Sunday, August 16, 2009

UNITEC School of Photography and Media Arts end of year publication "Forget Me"

I was asked by UNITEC photography students who are preparing their end of year publication "Forget Me" to write a short introductory essay, this is what I wrote.

"An American photographer friend with an impressive track record of major museum shows and great photo books said to me the other day that he’d just seen the billionth (I’m sure he said billionth) photograph on Flickr. And he said it was good, really interesting. He asked me, “What are we going to do? The world doesn’t need any more interesting pictures!” He added that photography had to be reinvented. I told him that if he didn’t know what to do how the hell should I know. And this is the dilemma all photographers face. As John Baldessari says, “why make a picture If somebody has already made one just like it.”
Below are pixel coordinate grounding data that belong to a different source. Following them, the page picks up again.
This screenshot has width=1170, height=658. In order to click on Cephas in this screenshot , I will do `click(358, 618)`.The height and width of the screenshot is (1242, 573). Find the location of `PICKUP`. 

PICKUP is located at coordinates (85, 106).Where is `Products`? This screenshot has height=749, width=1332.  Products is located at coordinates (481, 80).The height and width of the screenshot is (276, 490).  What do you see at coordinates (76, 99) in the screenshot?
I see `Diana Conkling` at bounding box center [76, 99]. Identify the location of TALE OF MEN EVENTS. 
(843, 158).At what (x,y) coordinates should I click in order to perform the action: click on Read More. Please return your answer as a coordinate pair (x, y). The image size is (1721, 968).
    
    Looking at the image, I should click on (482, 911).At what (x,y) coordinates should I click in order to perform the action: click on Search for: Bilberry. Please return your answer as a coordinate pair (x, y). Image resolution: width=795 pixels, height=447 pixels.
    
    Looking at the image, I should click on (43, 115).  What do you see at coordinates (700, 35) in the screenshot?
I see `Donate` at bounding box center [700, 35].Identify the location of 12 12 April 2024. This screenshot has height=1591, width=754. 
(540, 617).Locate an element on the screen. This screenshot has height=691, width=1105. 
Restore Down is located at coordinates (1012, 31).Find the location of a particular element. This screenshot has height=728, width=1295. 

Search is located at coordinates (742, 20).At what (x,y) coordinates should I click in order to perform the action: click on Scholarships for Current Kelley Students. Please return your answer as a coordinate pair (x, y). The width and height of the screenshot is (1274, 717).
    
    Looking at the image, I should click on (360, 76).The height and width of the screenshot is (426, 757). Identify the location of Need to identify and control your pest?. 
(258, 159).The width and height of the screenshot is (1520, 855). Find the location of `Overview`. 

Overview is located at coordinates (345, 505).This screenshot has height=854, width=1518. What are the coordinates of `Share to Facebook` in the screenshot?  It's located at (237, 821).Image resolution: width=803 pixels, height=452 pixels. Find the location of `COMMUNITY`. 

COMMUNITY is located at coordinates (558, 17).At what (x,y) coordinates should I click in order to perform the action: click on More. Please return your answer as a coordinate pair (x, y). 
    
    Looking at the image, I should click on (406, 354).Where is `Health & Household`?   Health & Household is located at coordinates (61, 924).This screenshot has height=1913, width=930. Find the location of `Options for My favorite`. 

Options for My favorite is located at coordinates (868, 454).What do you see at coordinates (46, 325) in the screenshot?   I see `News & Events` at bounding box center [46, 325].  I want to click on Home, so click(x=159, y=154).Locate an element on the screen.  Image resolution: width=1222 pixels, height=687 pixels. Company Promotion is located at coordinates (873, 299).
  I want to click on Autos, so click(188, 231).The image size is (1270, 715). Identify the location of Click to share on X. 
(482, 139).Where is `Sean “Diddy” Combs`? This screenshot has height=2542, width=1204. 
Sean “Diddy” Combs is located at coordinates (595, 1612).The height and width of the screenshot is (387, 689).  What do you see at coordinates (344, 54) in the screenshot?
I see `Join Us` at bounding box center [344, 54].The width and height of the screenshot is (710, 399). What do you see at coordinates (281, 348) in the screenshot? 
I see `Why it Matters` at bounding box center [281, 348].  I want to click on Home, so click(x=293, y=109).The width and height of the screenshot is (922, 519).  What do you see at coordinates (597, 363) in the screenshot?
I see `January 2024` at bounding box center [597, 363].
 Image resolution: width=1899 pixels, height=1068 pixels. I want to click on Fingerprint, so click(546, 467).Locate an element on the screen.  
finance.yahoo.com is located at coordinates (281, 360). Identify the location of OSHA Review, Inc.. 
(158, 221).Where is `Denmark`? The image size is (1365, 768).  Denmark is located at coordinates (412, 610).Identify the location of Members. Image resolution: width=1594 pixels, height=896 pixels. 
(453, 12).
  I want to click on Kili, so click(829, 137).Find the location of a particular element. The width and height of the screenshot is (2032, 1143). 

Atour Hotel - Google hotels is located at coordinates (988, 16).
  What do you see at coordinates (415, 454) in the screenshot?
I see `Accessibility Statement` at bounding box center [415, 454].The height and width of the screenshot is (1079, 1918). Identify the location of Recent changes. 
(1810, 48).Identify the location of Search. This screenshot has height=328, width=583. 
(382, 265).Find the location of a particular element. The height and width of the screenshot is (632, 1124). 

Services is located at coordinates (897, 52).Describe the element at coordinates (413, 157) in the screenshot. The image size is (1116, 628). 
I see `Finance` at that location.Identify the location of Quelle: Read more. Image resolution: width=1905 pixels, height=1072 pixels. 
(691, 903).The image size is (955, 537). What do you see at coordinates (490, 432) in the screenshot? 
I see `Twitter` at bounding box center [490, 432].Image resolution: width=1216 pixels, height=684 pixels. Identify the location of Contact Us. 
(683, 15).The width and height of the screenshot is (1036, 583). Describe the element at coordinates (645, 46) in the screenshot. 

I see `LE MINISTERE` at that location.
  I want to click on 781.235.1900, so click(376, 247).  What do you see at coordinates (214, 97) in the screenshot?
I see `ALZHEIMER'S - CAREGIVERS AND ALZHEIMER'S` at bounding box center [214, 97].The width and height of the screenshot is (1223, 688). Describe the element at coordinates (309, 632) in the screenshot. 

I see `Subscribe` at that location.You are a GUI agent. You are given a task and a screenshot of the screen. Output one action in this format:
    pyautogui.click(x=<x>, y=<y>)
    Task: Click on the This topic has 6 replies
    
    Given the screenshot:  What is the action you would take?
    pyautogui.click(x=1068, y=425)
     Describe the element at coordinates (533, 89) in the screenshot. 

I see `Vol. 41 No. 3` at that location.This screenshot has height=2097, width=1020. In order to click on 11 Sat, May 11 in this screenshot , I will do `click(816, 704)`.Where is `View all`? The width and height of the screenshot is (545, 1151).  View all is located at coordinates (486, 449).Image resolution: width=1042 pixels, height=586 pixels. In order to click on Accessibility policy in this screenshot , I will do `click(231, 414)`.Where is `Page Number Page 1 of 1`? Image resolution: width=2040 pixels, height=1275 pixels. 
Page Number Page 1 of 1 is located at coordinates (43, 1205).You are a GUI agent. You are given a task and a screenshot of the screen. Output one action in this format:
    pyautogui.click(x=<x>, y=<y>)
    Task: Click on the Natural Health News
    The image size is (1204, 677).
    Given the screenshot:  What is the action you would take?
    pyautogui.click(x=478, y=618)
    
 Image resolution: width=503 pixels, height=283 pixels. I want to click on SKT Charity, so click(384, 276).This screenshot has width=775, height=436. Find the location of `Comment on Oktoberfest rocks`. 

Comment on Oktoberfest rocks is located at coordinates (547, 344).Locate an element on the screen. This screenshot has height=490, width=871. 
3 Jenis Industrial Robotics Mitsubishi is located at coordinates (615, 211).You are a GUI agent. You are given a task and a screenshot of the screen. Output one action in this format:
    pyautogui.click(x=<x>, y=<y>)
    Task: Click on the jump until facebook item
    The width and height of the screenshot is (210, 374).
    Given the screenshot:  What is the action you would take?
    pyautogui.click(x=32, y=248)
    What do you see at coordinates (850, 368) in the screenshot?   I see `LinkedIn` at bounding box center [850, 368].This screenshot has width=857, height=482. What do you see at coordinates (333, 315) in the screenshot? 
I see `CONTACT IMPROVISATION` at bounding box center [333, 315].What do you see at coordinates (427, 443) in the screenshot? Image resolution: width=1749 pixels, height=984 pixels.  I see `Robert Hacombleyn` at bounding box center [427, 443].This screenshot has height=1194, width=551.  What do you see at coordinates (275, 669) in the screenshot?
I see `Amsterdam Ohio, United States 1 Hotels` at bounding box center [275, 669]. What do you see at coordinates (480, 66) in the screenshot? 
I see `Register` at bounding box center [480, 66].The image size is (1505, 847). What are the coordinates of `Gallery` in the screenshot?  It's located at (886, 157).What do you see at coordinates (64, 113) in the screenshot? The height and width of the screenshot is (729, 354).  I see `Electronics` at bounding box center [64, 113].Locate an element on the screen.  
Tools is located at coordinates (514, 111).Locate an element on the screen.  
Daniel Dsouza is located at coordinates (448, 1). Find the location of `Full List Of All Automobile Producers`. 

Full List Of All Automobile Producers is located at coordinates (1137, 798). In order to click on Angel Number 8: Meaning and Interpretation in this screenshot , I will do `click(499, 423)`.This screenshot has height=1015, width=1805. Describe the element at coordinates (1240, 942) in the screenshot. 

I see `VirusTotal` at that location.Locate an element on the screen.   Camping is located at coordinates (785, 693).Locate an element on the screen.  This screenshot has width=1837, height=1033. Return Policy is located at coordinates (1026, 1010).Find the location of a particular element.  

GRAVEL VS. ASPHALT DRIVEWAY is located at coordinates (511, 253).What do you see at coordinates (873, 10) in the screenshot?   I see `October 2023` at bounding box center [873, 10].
But there is a way out. It’s the way the photographers whose work you see in this book have taken. Simply, to interrogate their own practice, to study, to investigate the medium, to come to a place like UNITEC and learn from people who know. Not everything but something. Something worth knowing. To discover the process and the strength of a good idea and how to make it work. To realise and embrace the fact that photography is one of the most difficult of all art forms, simply because anybody can do it. To learn how to make it different and tougher and to accept that the best work comes out of uncertainty. And that there is never any arrival, only the journey, wherever that is leading. To learn the value of substance and integrity and authenticity. To focus on the work, the vast possibilities, and come up with ways of doing it better, doing it differently, doing something with it. More than just another picture on Flickr.

Even if all the photographers who made the work in this book never made another picture you can’t take from them the real reason we make pictures. The passion and perseverance to look, to question, to challenge, to invent and reinvent and to try and understand. Which after all happens in the mind long before you even pick up a camera."